By Deirdre Good
Anyone who is invited to give talks or public addresses or lectures or workshops knows that one will encounter complete strangers as well as a few old friends. The nature of these chance meetings varies widely but, given that I speak about biblical matters, the possibility of deeply meaningful interactions is always present. On one occasion at a church in Brooklyn, someone introduced themselves to me as a friend of my parents from the time they were in Kenya. I was able to call my parents that day and pass on greetings. People have asked me after talks if I would be their spiritual director, which I decline, having had no training. People tell me stories about their lives evoked by my talk and our conversation. Sometimes, people ask for my email to begin an exchange of information about a topic on which they have heard me speak.
On one occasion, I went to another part of the country to give a day long workshop at a church on how the Bible came to be. It was well attended, having been given good publicity by the host rector, and people came from considerable distances including neighboring states. After the morning talk, the church parishioners served lunch and I sat down at a table of complete strangers having been waved over to it by two friendly faces. We began to talk. I asked where this couple had come from. They named a town in a neighboring state which I have never visited but which holds the grave of my mother-in-law, buried far away from any family or friends. It’s not a large town so I was quite surprised. And when I told them of her grave, they both immediately offered to visit it. An extraordinary connection came into being that day from a chance encounter. They subsequently sent descriptions and pictures of the grave and accounts of their visits to it on several occasions, and a beautiful gift handcrafted by the husband.
In today’s post we received a letter from the wife describing the death of her husband and her year-long grieving. I myself was deeply grieved at the news but my own sorrow at his death is tempered by the knowledge that, just as our connection in a place unknown to us, which each of us reached only by traveling a considerable distance, was made through the long-ago death of a person unknown to either of us, it will be sustained beyond death. And at the same time, that one fragile connection we made became so deep not so much because of what we said to each other, but because of who they were and what they did for my spouse and me. That connection becomes a symbol of what all other future encounters with strangers at other talks might become.
Dr. Deirdre Good is professor of New Testament at The General Theological Seminary, specializing in the Synoptic Gospels, Christian Origins, Noncanonical writings and biblical languages. An American citizen, she grew up in Kenya and keeps the blog On Not Being a Sausage.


Activity — Check every line of the material below for "will". Give the number of lines that have it, and only that.

==============================

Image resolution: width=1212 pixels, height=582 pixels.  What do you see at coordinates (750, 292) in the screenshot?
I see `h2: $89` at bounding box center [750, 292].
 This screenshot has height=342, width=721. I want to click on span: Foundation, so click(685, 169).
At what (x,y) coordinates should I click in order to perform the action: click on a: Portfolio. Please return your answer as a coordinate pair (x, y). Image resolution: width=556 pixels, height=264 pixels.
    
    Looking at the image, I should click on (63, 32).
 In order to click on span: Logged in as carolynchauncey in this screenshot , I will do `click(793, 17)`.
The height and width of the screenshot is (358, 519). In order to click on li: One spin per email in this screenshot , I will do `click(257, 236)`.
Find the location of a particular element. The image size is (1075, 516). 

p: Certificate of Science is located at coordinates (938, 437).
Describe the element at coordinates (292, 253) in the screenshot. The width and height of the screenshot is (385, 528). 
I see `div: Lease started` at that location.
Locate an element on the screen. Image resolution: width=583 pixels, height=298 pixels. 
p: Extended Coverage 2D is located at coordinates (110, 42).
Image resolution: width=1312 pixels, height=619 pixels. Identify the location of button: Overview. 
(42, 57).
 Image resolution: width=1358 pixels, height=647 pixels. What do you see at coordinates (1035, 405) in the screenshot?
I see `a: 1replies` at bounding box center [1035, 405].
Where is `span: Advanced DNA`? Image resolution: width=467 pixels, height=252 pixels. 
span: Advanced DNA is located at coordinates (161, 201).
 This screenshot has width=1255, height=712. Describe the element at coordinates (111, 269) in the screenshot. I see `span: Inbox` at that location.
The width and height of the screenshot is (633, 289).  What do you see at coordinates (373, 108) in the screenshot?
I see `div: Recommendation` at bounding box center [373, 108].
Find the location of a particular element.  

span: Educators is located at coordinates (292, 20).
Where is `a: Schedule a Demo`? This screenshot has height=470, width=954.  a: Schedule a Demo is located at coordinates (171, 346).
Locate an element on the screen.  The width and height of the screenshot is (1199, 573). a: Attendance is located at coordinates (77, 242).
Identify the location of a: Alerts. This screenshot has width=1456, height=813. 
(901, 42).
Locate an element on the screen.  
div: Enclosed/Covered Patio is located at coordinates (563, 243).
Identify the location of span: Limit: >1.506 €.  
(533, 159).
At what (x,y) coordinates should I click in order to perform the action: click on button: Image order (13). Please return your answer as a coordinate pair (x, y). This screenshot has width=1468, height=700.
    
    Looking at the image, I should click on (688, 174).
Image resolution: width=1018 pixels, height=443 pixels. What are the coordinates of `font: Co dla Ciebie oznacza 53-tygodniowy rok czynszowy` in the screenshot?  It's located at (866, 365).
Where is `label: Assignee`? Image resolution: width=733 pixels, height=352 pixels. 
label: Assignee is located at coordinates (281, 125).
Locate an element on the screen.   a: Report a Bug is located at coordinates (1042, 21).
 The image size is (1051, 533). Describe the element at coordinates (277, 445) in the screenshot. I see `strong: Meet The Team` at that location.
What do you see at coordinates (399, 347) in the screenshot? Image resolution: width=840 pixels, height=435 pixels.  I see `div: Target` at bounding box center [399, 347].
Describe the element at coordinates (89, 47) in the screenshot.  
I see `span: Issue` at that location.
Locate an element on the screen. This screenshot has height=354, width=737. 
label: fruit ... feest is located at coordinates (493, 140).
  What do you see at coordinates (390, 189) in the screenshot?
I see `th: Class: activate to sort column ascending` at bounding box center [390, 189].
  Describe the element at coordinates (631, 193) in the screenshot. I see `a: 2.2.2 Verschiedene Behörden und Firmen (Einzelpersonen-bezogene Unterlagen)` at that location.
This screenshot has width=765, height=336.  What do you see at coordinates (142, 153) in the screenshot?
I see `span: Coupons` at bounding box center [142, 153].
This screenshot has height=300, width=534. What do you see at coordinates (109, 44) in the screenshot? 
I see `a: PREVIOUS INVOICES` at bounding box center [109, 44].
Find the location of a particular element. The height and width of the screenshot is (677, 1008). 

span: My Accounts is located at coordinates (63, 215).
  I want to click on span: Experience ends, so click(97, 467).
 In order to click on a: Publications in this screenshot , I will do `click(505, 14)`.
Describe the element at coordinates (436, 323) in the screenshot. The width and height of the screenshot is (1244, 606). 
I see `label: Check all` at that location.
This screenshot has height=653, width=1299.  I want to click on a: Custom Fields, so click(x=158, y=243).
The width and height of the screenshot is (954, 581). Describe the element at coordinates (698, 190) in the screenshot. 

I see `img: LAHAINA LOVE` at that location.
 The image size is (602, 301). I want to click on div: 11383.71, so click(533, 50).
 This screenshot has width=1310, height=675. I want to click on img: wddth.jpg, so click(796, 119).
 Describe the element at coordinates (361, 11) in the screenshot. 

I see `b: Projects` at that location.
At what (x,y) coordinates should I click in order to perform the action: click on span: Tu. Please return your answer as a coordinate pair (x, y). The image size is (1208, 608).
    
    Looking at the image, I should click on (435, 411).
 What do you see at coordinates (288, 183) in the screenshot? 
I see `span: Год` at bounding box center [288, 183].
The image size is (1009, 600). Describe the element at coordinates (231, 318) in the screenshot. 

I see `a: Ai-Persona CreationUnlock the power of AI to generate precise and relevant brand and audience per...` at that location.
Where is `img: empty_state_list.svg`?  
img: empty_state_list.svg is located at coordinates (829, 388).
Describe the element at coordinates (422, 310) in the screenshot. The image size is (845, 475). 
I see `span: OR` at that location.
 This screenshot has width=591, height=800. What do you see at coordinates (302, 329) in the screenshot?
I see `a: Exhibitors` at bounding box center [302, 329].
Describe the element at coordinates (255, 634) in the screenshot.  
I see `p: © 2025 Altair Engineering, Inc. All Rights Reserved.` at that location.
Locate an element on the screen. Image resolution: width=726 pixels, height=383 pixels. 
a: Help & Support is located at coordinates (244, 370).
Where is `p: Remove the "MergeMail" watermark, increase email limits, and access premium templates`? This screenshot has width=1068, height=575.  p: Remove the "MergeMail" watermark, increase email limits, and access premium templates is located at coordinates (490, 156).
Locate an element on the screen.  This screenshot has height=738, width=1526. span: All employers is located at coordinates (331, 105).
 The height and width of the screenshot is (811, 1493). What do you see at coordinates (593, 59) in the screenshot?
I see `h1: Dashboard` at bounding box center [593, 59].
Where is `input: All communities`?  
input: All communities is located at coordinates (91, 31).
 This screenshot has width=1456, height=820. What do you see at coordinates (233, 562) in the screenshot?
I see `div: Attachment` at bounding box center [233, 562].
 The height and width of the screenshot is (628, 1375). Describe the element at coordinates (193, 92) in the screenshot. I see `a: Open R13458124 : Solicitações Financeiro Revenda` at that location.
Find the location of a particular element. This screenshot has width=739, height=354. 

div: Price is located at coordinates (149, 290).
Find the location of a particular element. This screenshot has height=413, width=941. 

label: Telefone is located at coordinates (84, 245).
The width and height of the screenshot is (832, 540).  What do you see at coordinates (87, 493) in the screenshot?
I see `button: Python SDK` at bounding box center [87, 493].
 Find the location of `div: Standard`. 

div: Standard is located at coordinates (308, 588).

==============================

Solution to the problem — 3